If you want cheerful, you might want to move past this one. I’m not feeling morbid, just in the mood to sink into some things that will lead to other things. I’m like the person who hasn’t had enough sleep for days, but had to keep moving and now am a little crazy.We’ve all known those sleepless dark hours, where “I have counted my own fears, like carved beads on the string of the night.” (This line is from a fabulous person and writer and Southerner who blows me away every time with lines like that. Her talent makes me insanely jealous, but then is so good that I just have to step back and applaud. )

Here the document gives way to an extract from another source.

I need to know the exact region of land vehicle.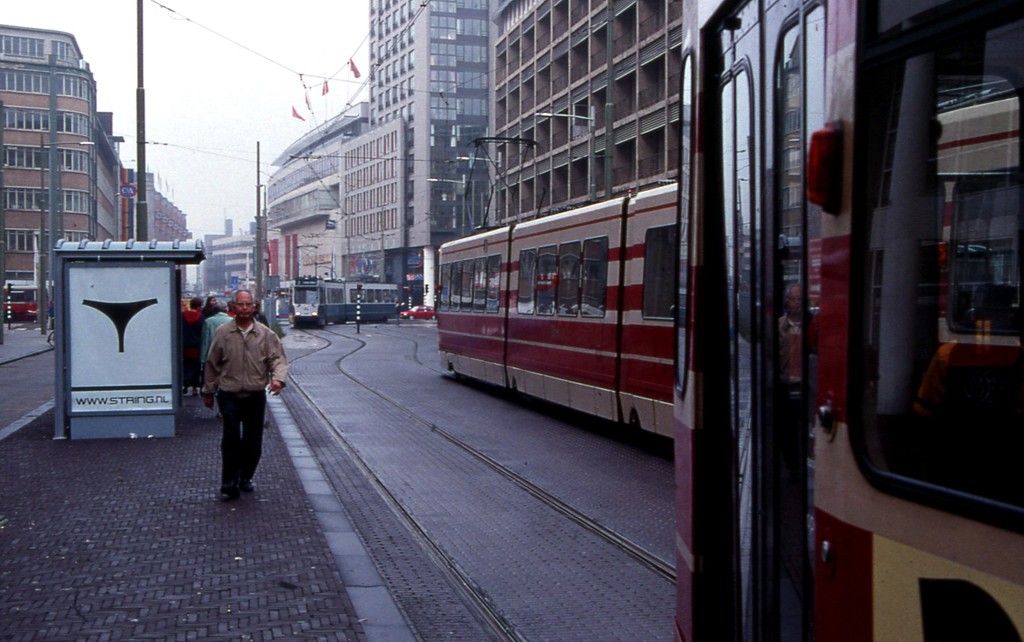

I’m just getting started on this, a cleansing ritual of sorts. I need to make sure that I remember that looking in the mirror and seeing what’s really there is the only useful starting point.
To be, or not to be, that is the question—
Whether ’tis Nobler in the mind to suffer
The Slings and Arrows of outrageous Fortune,
Or to take Arms against a Sea of troubles,
And by opposing end them? To die, to sleep—
No more; and by a sleep, to say we end
The Heart-ache, and the thousand Natural shocks
That Flesh is heir to? ‘Tis a consummation
Devoutly to be wished. To die, to sleep,
To sleep, perchance to Dream; Aye, there’s the rub,
For in that sleep of death, what dreams may come,
When we have shuffled off this mortal coil,
Must give us pause. There’s the respect
That makes Calamity of so long life:
For who would bear the Whips and Scorns of time,
The Oppressor’s wrong, the proud man’s Contumely,
The pangs of despised Love, the Law’s delay,
The insolence of Office, and the Spurns
That patient merit of the unworthy takes,
When he himself might his Quietus make
With a bare Bodkin? Who would these Fardels bear,
To grunt and sweat under a weary life,
But that the dread of something after death,
The undiscovered Country, from whose bourn
No Traveler returns, Puzzles the will,
And makes us rather bear those ills we have,
Than fly to others that we know not of.
5 Replies to “To Be Fully Awake, I Must First Surrender to Sleep”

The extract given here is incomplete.